From the opening line of the opening number, ‘Aussie Jingle Bells’;

Dashing through the bush
In a rusty Holden ute
Kicking up the dust
Esky in the boot

you just know the boys are tuned into that mysterious connection between Australia and its beer. And you surmise that maybe the boys had a close connection with some beer when they were writing and, certainly, performing some of the songs.

In “Deck the Shed with bits of Wattle” the third verse rips in with;

Say G’day to friends and relies
Wave them off with bulging bellies
Kids and babies, youngies oldies
May your fridge be full of coldies #

as well as an invitation to ‘whack some gum leaves in a bottle’ and we all know what kind of bottle you’d whack gum leaves in for Christmas, don’t we? I have had a big sprig of gum leaves each Christmas for years now sticking out the long neck of a Hahn Premium bottle. Well, it’s pretty hard to find Australian themed deccos anywhere, so sometimes you just have to make your own.

“Frosty the Yobbo, as everybody knows
Is a snowman with an attitude and a carrot for a nose.”
Need I say more?

From Volume 2 there are plenty of veiled allusions to sharing a joyful ale in songs of BBQs and get togethers in Australia for Christmas as well as a cracker of a tune titled ‘Christmas Bob’.

‘Here comes Christmas Bob
Sellin’ cheap pressies in the pub
If you’ve got the cash then you’re in luck
Get a cheap VCR off the back of a truck.’

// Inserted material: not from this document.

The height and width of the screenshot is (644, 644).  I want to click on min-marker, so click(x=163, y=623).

But the song which really taps into the intrinsic value of the shared beer and the cultural significance it holds in the Australian psyche is the first in the ‘serious’ section of the CD. ‘Good Old Wally King’ is a beautifully crafted and touching reworking of the Good King Wenceslas Carol* as well as tapping into the Jolly Swagman legend at the same time. Wally King is the archetypal Aussie battler farmer looking out over his crop on Christmas Day and sighting an old mate in the distance.

Now, Wally’s crop is none other than barley – the very building block of the brewing process – and his old mate, Charlie, appears to have fallen upon hard times. Wally wastes not a second in beckoning his wife, Agnes, to make another place at the table for his cobber on this Christmas Day where he can share a meal and the true spirit of the Season. Without saying as much, you can bet Foster’s to a can on that the first words out of Wally’s gob would’ve been something like; “Come in mate, ‘ave a beer.”

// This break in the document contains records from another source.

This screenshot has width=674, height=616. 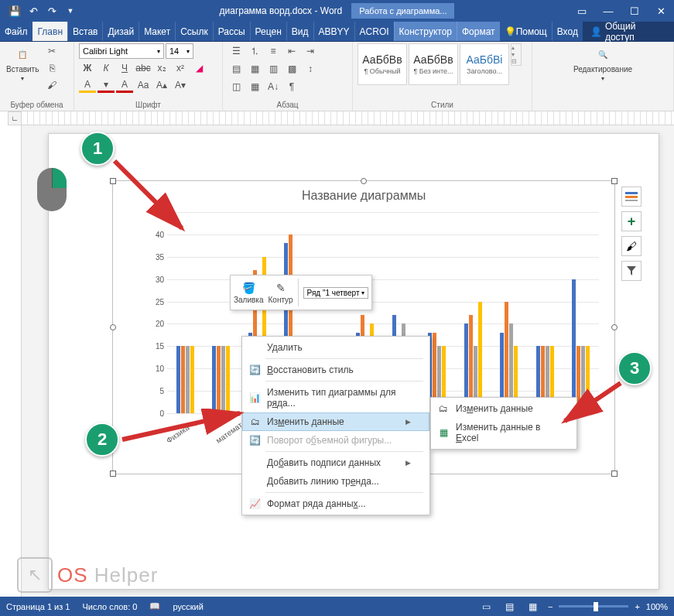 I want to click on ctx-edit-data: 🗂Изменить данные▶, so click(x=336, y=422).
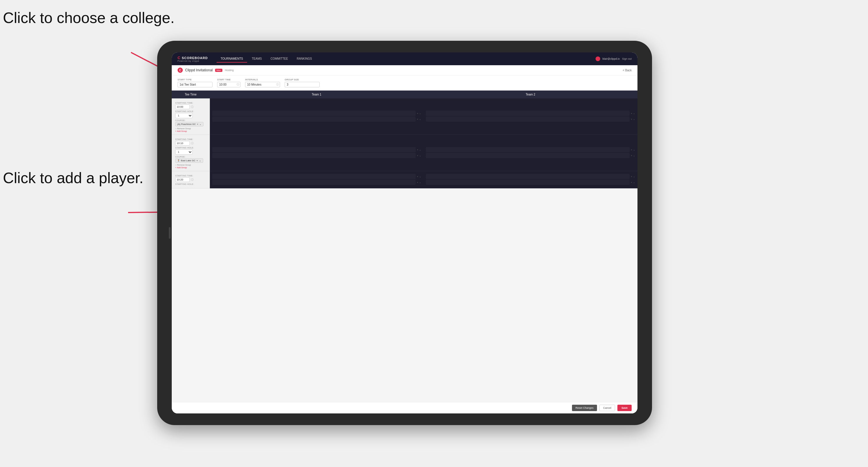 Image resolution: width=868 pixels, height=467 pixels. Describe the element at coordinates (191, 139) in the screenshot. I see `starting-time-label-2: STARTING TIME:` at that location.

I truly hope that as the years roll on some of our prominent and talented song writers can come up with similar songs that so eloquently capture the unique nature of the Australian Christmas experience and especially the role of the shared glass over a meal or while sat out on the porch in the fading summer light. Beer is just such a part of sharing special times and I personally would love to see its place in our culture given the respect that it deserves. I’d also like to see these tales told in opposition to all the negative press that beer gets whenever a dickhead or dickheadette lets loose with the brain in neutral and the amber cops the blame. But you already knew that.

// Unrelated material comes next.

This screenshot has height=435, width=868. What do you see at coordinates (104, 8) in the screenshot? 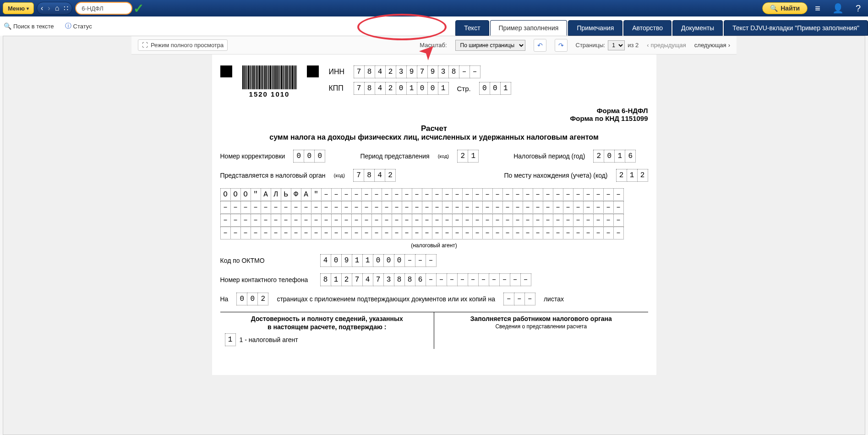
I see `search-input: 6-НДФЛ` at bounding box center [104, 8].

Next time you’re out and standing by the racks of Christmas Specials, see if they have Aussie Christmas with Bucko and Champs Vol 1 or 2. If they don’t have it, ask them why they don’t have it and then suggest that they DO get it. OK? Or find them for sale online at Gumtree music. Have a listen and a laugh and a beer and let me know how it all turns out.

Cheers
& a Beery Merry Christmas
Professor Pilsner

Click on the link thingy at the end of the post and it will pop up the full lyrics. Colin and Greg, if you’re listening, I don’t mean to infringe copyright or anything – we all know what happens when you pull that sort of caper – it’s just for our Beer Bloke mates to have a gander at. Cheers.

*Pop back to the article on the Weihenstephan brewery for the full story of how King Wenceslas slots into the history of beer. December 4.

#This line is also the title of one of Champs’ solo offerings.